54 choose 4 are ways of putting 4 houses. Sum\_{i in [0, 5]} (54 choose i) = 3.5M.
Actually, better ignore colors and consider all 20 houses. So:
`sum([comb(54, i) for i in range(21)]) = 683689022885551`.
Actually, including cities, then there are 9 pieces per player that can be in board.
`sum([comb(54, i) for i in range(4*9 + 1)]) = 17932673125137243`
- There are 14 roads per player so 56 roads in total. 72 possible locations so:
`sum([comb(72, i) for i in range(56)]) = 4722360822358286581300`
If we include number of cards that makes the state space much much bigger,
but in practice its a lot less (its rare for a player to have 20+ cards). So
just using the Board States we see there are:
10^38 boards. Each with 17932673125137243 \* 4722360822358286581300 configurations,
which is almost like 10^37, so we are talking around 10^68 just possible board-states.
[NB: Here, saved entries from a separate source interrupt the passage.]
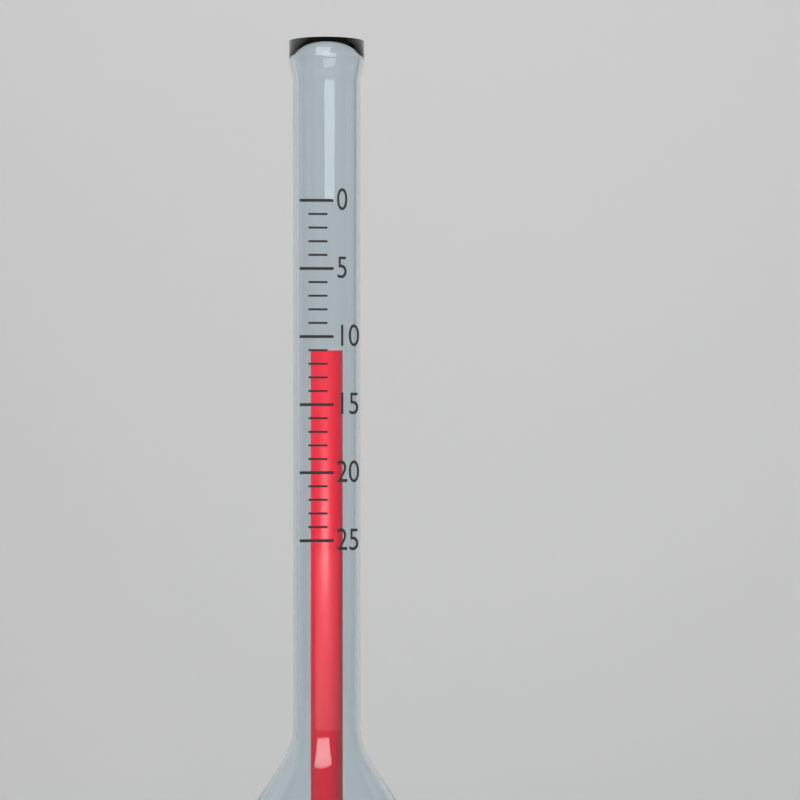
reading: 11 (no unit)
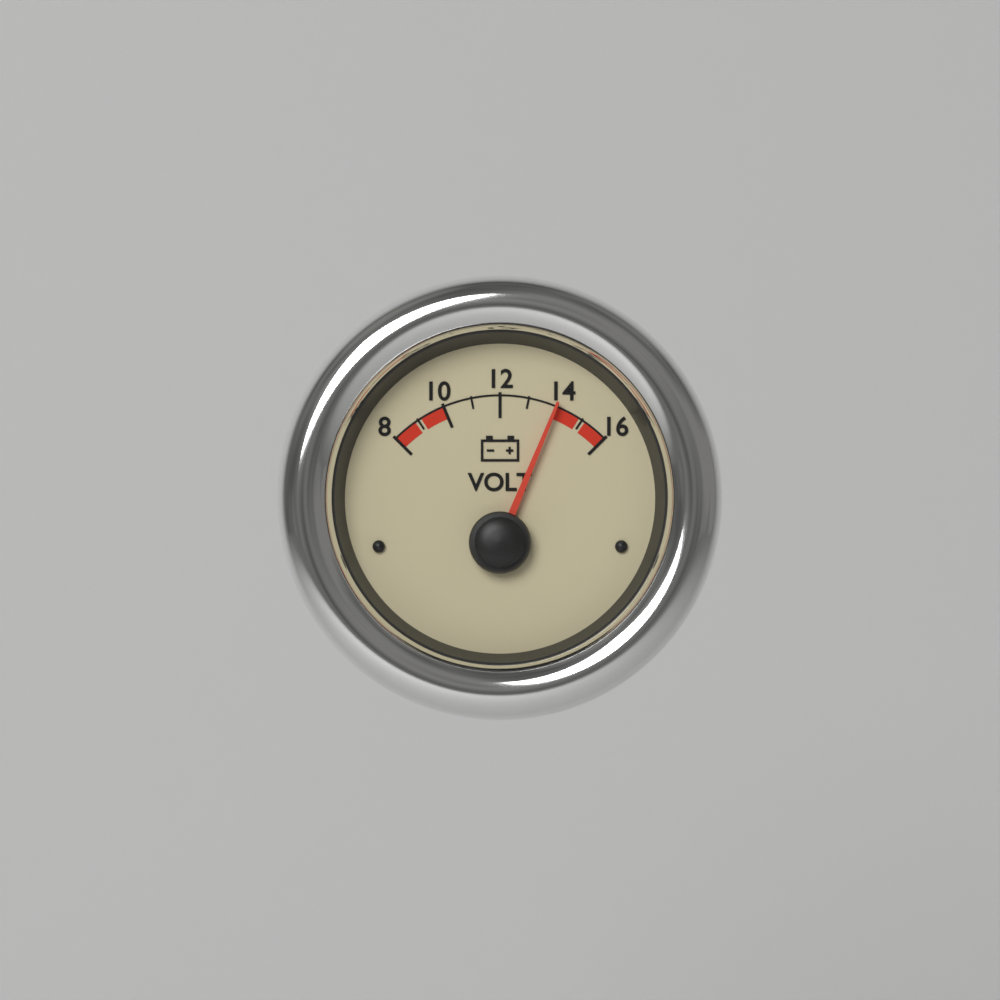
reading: 14 V
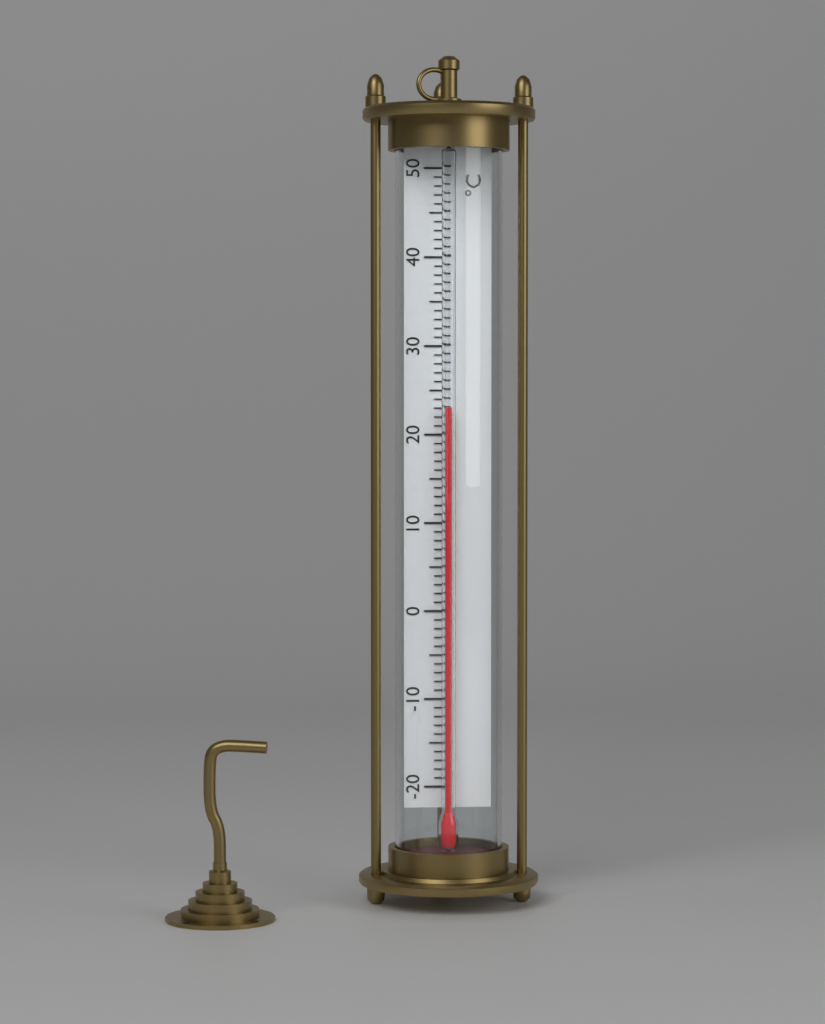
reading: 23 °C
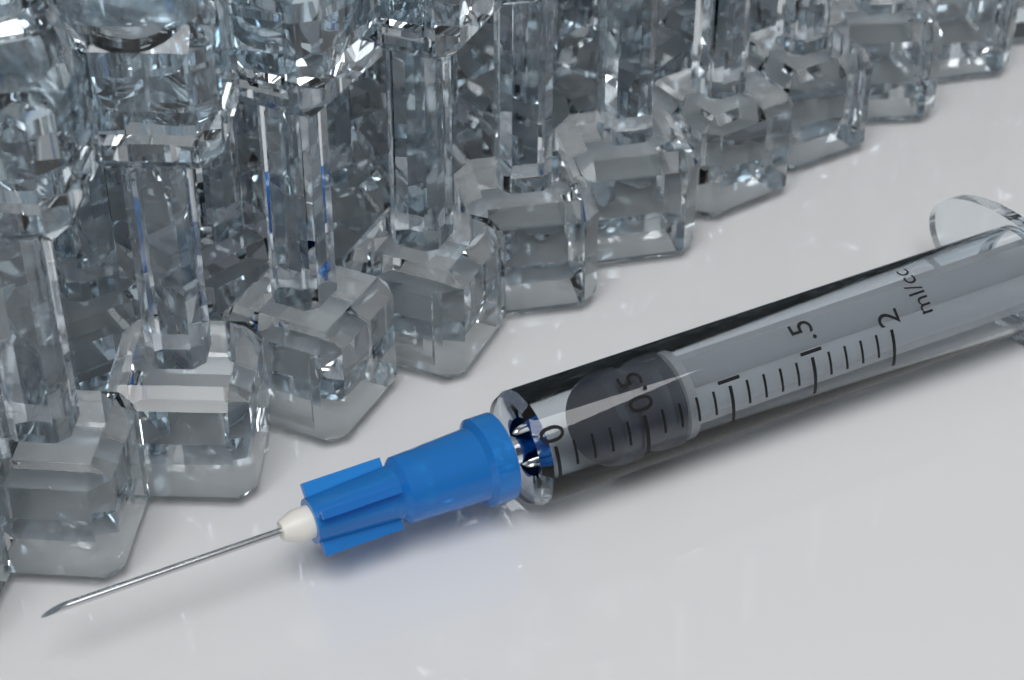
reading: 0.4 ml
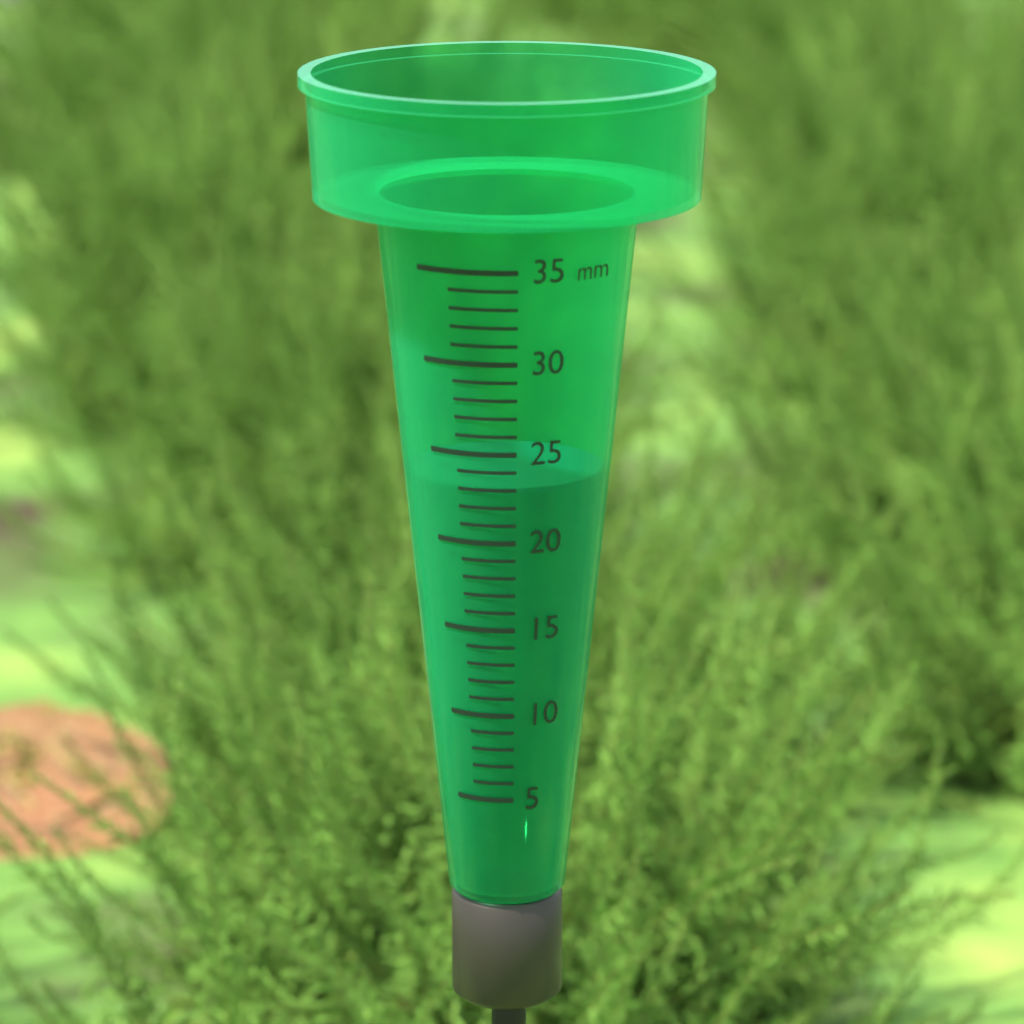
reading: 23 mm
In terms of cards-in-hand state. Assuming on average players have 5 cards in hand,
then out of the 19*5 resource cards we start with, we are talking about:
`comb(19*4, 20) = 1090013712241956540` (or 10^18).
Grand-ballpark estimate is ~**10^100** states in Catan. Chess is 10^123.
Go is 10^360. Number of atoms in the Universe is 10^78.
Branching Factor
The following stats suggests the decision tree players navigate usually has
around ~5 branches, and very few times something huge like 279 branches
(trading options after a monopoly(?), late road-building card(?)).